Baldrick: “What was that then, Sir?”

Blackadder: “It was bollocks.”

This dialogue adapted from Blackadder, currently doing the rounds of the internet, is the simplest and probably the most sensible explanation of the financial crisis ever. If there’s one thing that economists agree on, it’s that they all disagree on the causes and the solutions.

This much is clear : the plan was flawed right from the start.

Once you decide to have a customs union, and an economic union, you either go the whole way or not at all.

The founding fathers of Europe – and I purposely use this word rather than “European Union” – had      a political vision. Somewhere down the road, it was diverted, diluted and debased into a sort of super market union, a “common market”.

But there was no common vision. So the European Economic Community (an unfortunate but apt name), which then became the European Union (political? if only) ambled peaceably along, riven by opposing visions, but held together by layers of bureaucracy and wrappings of red tape. Discussion, rather than action, became the order of the day.

Now this may have been all right for a generation which could still remember the horrors of the Second World War, grateful that at least the enemies of yesteryear were now sitting around the same table. And those were the heady days of European economic reconstruction, when the Western World and Europe had a natural advantage over the Third World, as it was known back then. Governments could spend and expand the welfare state, safe in the knowledge that economic growth would pay for any debt they incurred.

But history has a way of undoing the best-laid plans. A series of events sapped Europe of its confidence: the oil crisis, the increasing gap between government income and expenditure, the population explosion and the meteoric rise of the developing world, which now demands an equal say in world affairs.

Without a common political vision, Europe foundered in a mire of self-doubt, hostage to its own ideals of the universality of human rights, peace and global prosperity.

Talk of silver linings is cheap, so I shall desist.
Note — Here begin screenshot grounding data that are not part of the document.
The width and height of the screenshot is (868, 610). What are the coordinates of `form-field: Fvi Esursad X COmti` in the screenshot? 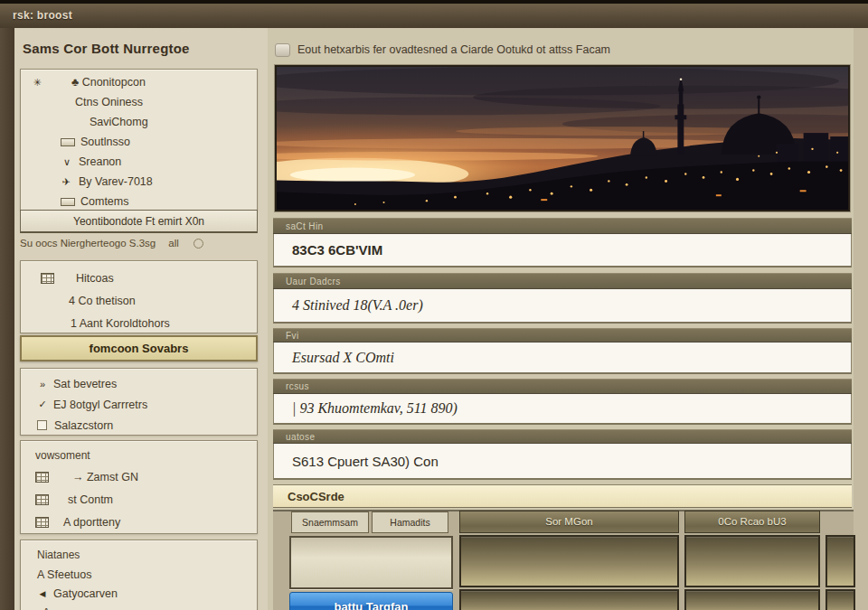 It's located at (562, 351).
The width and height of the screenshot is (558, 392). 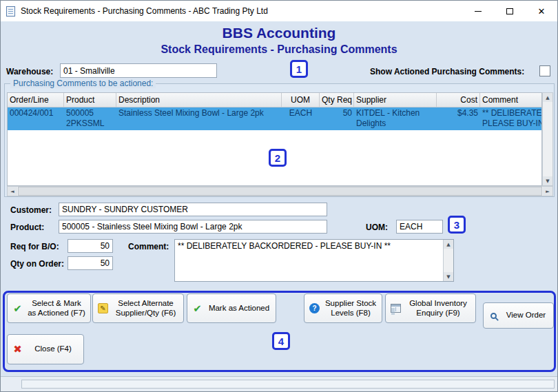 What do you see at coordinates (511, 118) in the screenshot?
I see `cell-comment: ** DELIBERATELY BACKORDERED - PLEASE BUY…` at bounding box center [511, 118].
But there if there’s one good thing that has come out of the crisis it’s this: it has made us Europeans question the European Project. The strategic political vision is back in the arena, being debated and, it is hoped, hammered out.
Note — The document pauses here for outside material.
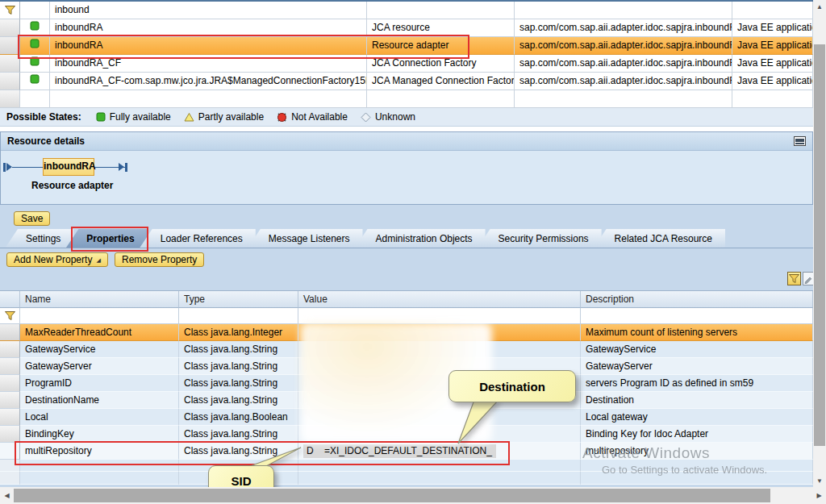 The image size is (826, 504). What do you see at coordinates (121, 167) in the screenshot?
I see `diagram-end-arrow-icon` at bounding box center [121, 167].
Because the only way in which we can emerge from the crisis is by thinking strategically.

For all the differences between member states, we are all in the same boat. This is not member states against each other, but Europe vs The Rest of the World. Most European leaders ignore, or pretend to ignore, the real cause of the economic crisis and unemployment: an economy bled dry by deindustrialisation, and by negative prospects of sales on the domestic market. Who would want to invest in R&D or equipment, or hire more employees, if the chances of recouping the expenditure through sales are almost nil?

In the Eurozone, we have a common coin but not a common currency. In the European Union, we have a common market but not a common economic strategy.

Blackadder is right. The original plan was bollocks. Now is the time to come up with a new one and strike back. And to aim for nothing less than the New European Century.